Consider these two alleys. If the buildings in both were precisely the same height, the ones on the left would still feel more imposing and out of scale. Attributes like visual variety can change how big a wall looks or how a space feels.
We should make more nuanced guidelines to capture such details, where possible. However, we should also be humble and realize we cannot capture them all. So how do we build people-friendly cities if there are exceptions to all our rules?
Managing exceptions
The best solution is to continue using guidelines while paying careful heed to their limitations. Many guidelines are quite successful in approximating what kind of place people tend to like. Most great public spaces do have a reasonable height-to-width ratio.
That’s especially true because, whether we like it or not, cities are shaped by rules. If we must have bylaws, zoning, and regulations, it’s better if they roughly match real human preferences. As Jeff Speck writes, “The built environment is the output of rules… You can’t fight rules with patterns, so rules it is.”
Achieving excellence
To create truly excellent places, however, urban designers need more than rules. Luckily, we all have one tool that can do the job.

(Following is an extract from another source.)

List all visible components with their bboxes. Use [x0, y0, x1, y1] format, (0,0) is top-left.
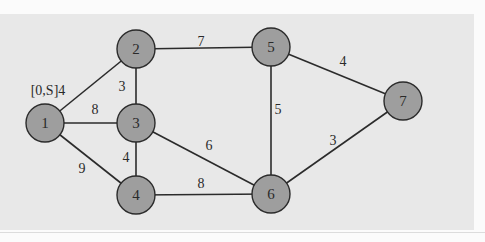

Consider the photos below. Which of these do you think will attract people?
That likely took you half a second. How did you know? No computer exists today that could process all the nuances and patterns in those photos as quickly as you just did. At least for now, the only thing for this job is the human brain.
What you just did is a skill, and it is a skill you can become better at. If we study objective evidence on what kinds of places successfully attract people, and those that don’t, we can develop a stronger capacity for recognizing people-friendly places — and how to design them. It’s a skillset practitioners dearly need, yet few planning or architecture programs offer this training in any rigorous way. That needs to change.
(For a nerdy footnote on this skill, and its connection to language philosophy, click here).
Exceptions exist for rules, but human preferences are real
Where there may be exceptions to every urban design rule, there is, however, remarkable consistency in the kinds of places that tend to attract people. Not everyone would prefer Buchanan Street in Glasgow (pictured, left) over a parking lot, but most people would. The proof is in the footprints.
Urban designers and decision-makers will make better decisions if more of them are trained in the skill of recognizing people-friendly places. This means developing a detailed familiarity with the places that attract people and those that don’t, strengthening their tacit knowledge for what works and what doesn’t.
Rules remain important. Guidelines help people learn to recognize and create great places. Regulations can prevent the worst excesses, such as giant blank walls or oversized streets. And anyways, rules govern our cities, so we must ensure they don’t prevent good design.
Rules alone, however, are not enough to design the best-possible streets for supporting human wellbeing. We must also train our brains to recognize how millions of small design choices can add up to a place that makes humans happy. It’s something only our brains can do. We should use them.